Reality check: The majority of youth sports participants, high school athletes and college athletes will not wind up playing in the NBA, NFL, NHL or any other professional sports league. Nor are high schoolers likely to access a full ride to colleges.
The most recent ammunition in the fight for kids (and parents) to remain realistic comes from The Global Odds Index — a website “dedicated to the odds of life” — which has issued a reminder of just how rare it is for an athlete to reach the most elite levels of organized sports.
“There are obstacles at every turn, meaning only a tiny fraction of amateur sportsmen and women ever turn professional,” the site notes in presenting the probabilities of becoming a professional in soccer, tennis and golf. Physical attributes, country of birth and plain old luck all play a role.
The report breaks down each sport by country and gender. Male soccer players in the United States make up just 1.42% of the world’s top-tier players, according to the report. By comparison, Brazilian male soccer players lead the way, comprising 5.14% of all top-tier players. The odds of becoming a top global player for U.S. males is 1 in 55,393; if you live in Iceland, however, they’re only 1 in 83.
U.S. female soccer players, on the other hand, comprise 8.70% of the world’s best players — good for a top-three ranking behind China (11.72%) and Japan (11.19%). But the odds of a U.S. women’s soccer player becoming among the global elite are even higher than they are for male players: 1 in 93,319.
It’s a different story with tennis, where men and women from the United States comprise the highest percentage of top players in the world (9.59% and 11.15%, respectively). Yet the odds of reaching that level remain incredibly high — 1 in 82,379 for men and 1 in 103,189 for women.

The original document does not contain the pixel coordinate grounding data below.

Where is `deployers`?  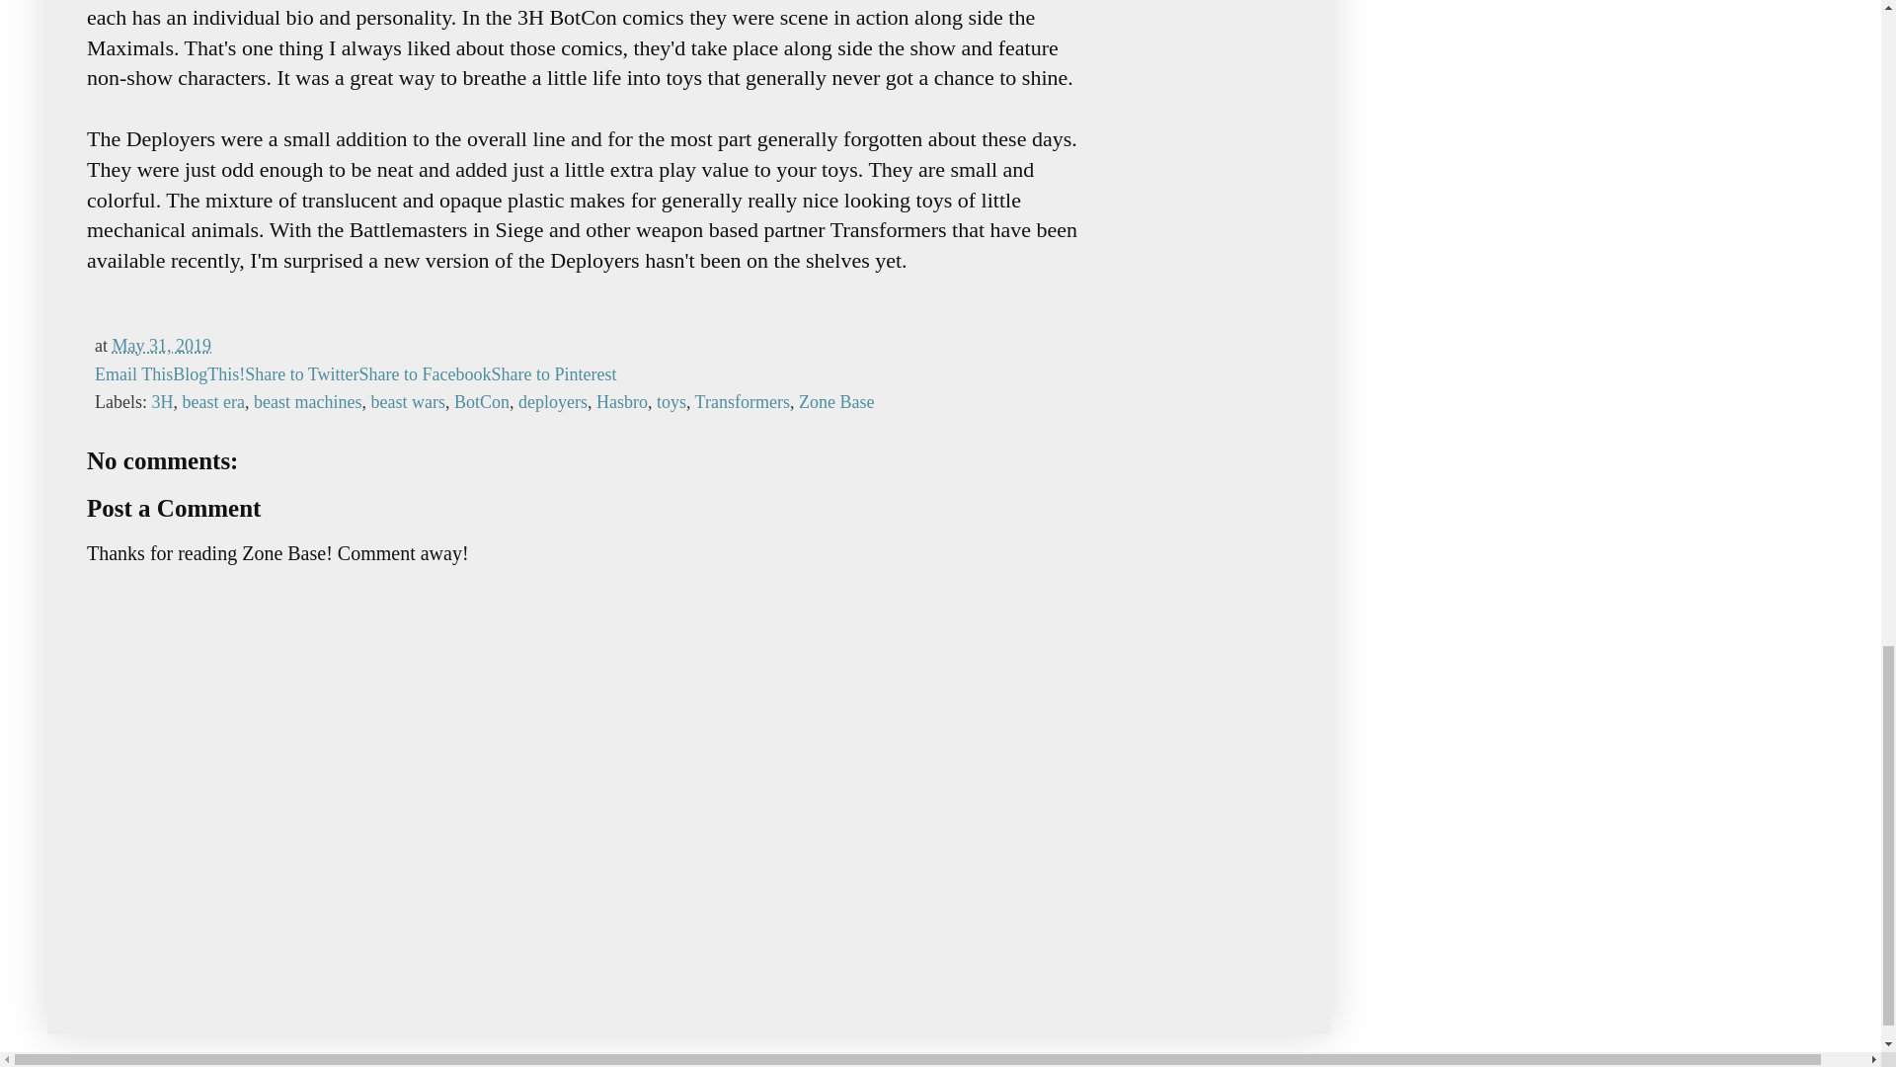 deployers is located at coordinates (553, 401).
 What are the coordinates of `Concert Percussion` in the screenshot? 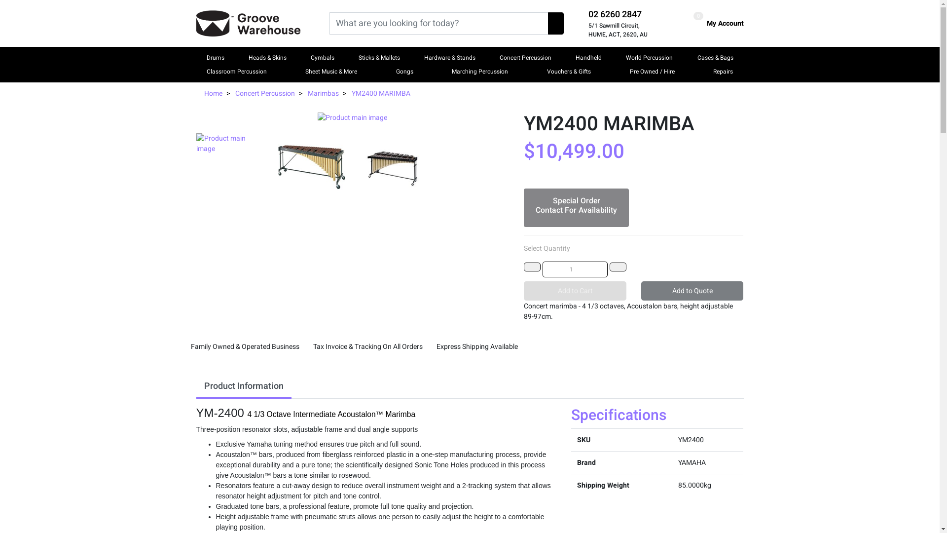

U.S. golfers dominate even more than U.S. tennis players, according to the Global Odds Index. More than 23% of the world’s top-tier male golfers and more than 12.25% of the world’s top-tier female golfers are from the United States. Golf also offers men the lowest odds of high worldwide success among the three sports analyzed: 1 in 51,346; for women, on the other hand, the odds are the highest among the three sports analyzed: 1 in 117,286.
The index’s methodology was intricate: “For team sports, player data was taken from every team playing in the top domestic league of the world’s highest ranked nations. For individual sports, the players that feature in each sport’s international association ranking were included. The athletes were assigned to countries based on their nationality. In cases of multiple nationalities, the athletes were assigned to their country of birth. To calculate the odds of being a top-tier athlete, we compared the number of top-tier athletes from each country with that country’s number of births over a 12-year period — representing a typical length of a sporting career at the top level. The odds represent the chances of someone born during that period making it to the elite level of each sport.”
In April 2020, the NCAA updated its data indicating the “estimated probability of competing in professional athletics.” The percentage of baseball and men’s ice hockey players who moved from the NCAA to a “major” pro league were 9.9% and 7.4%, respectively. But the percentages were much lower for other major sports, including football (1.6%), men’s basketball (1.2%) and women’s basketball (0.8%).
Those statistics should provide a brutal wake-up call to the parents who participated in a 2019 survey conducted by The Harris Poll on behalf of TD Ameritrade. More than 40 percent of dads reported that they expect their child to become a professional athlete.
“It’s extremely difficult to make the pros; we all know that,” Tom Farrey, executive director of The Aspen Institute’s Sports & Society Program, told Mojo.Sport — a website for sports parents — earlier this year. “A lot of parents today see those odds and say, ‘Well, I’d better get started early with my kid.’”
All of this is not to undermine the benefits of youth sports. “Youth athletes are driven to succeed,” Elizabeth Pieroth, director of the concussion program at Rush University Medical Center and Midwest Orthopedics at Rush, wrote in a March 2021 opinion column for theChicago Tribune headlined “Your child wants to be a pro athlete? Be realistic.”“They make great and sometimes long-lasting friendships with their teammates. They learn how to win, and how to fail and get back up. They learn about leadership and time management. I love the body confidence that I see in so many female athletes. Research shows that youth athletes have higher rates of graduation and lower rates of substance abuse, teen pregnancy, and depression and anxiety than their non-athlete peers.”